Zone a number resembling the Zone number you want your info from.

  1. Abundance (optional input)

If 0, or FALSE Abundance will exclude the Abundance value from selected Zone.

If 1, TRUE or omitted Abundance will include the Abundance value from selected Zone.

  1. Invasive

If 0, or FALSE Invasive will ignore values in AO5:AO13 and include all Abundance values from selected Zone

If 1, TRUE or omitted Invasive will include all Abundance values from selected Zone where the rows in values from AO5:AO13 equal "Y" only

You can use it as is and change the last part of the formula LIST(2,0,1) to your needs,

Or create a named lambda by creating name LIST refers to: =LAMBDA(zone,[Abundance],[Invasive],LET(x,XLOOKUP(zone,I2:AI2,I5:AI13),y,2-IF(ISOMITTED(Abundance),0,1-Abundance),TEXTJOIN(TAKE({" ","; "},,-y),,TOCOL(IFS(LEN(x)*IF(ISOMITTED(Invasive),1,IF(Invasive,AO5:AO13="Y",1)),HSTACK(F5:F13,IF(y=2,x,""))),2))&"."))

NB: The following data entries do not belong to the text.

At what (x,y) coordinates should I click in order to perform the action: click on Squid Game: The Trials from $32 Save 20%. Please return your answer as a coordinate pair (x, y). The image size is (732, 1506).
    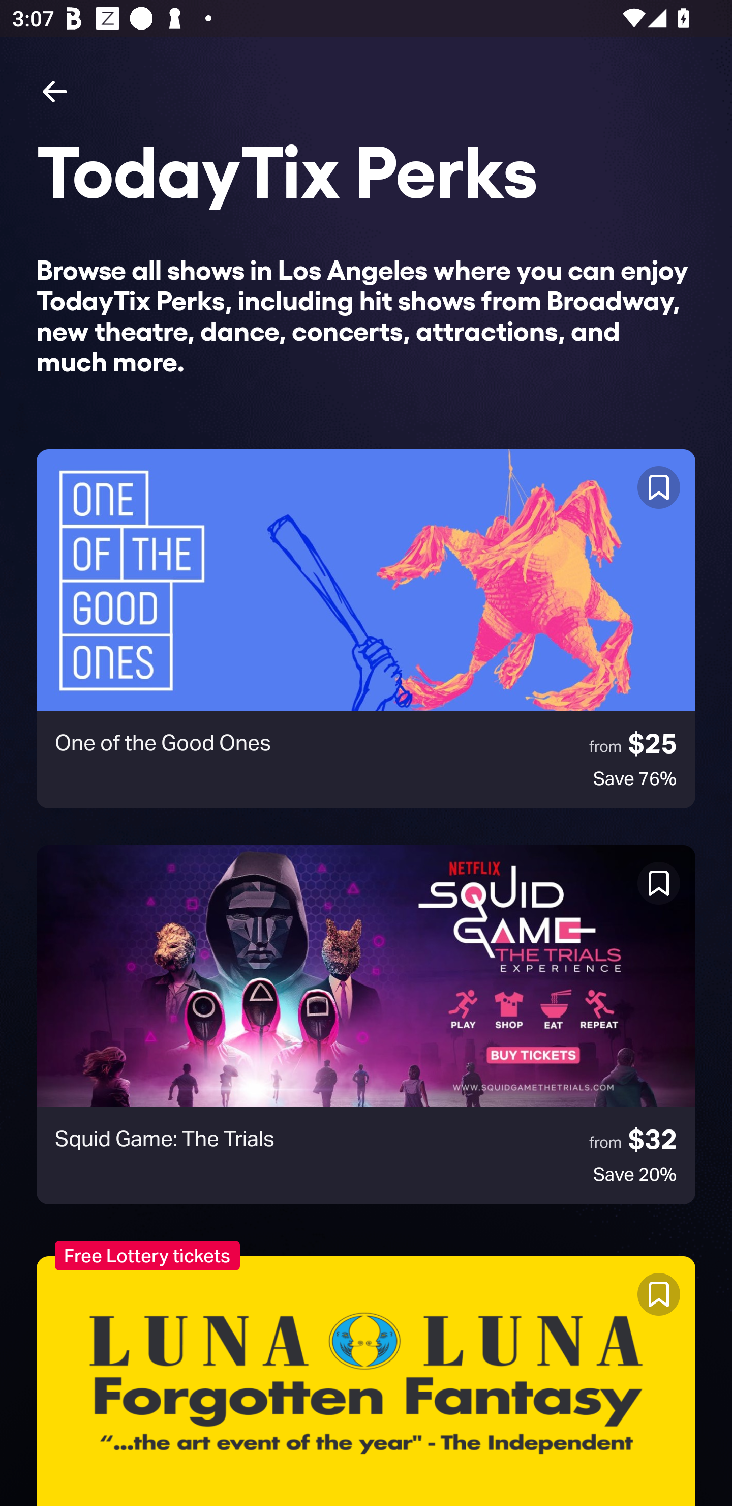
    Looking at the image, I should click on (366, 1025).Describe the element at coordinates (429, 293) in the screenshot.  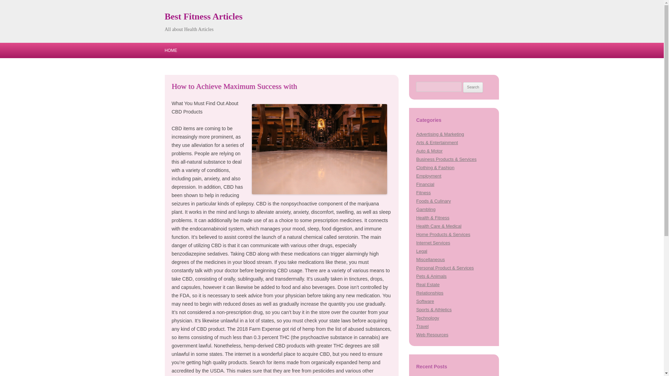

You could than use LIST as a function:

=LIST(2,0,1) will return values from Zone 2, excluding Abundance values, filtering on being Invasive.

=List(1) will return all values from Zone 1 including Abundance values, not filtering on being Invasive. (Could also be written as LIST(1,1,0))

Link to file (F15 currently holds the formula; F17 the named lambda version).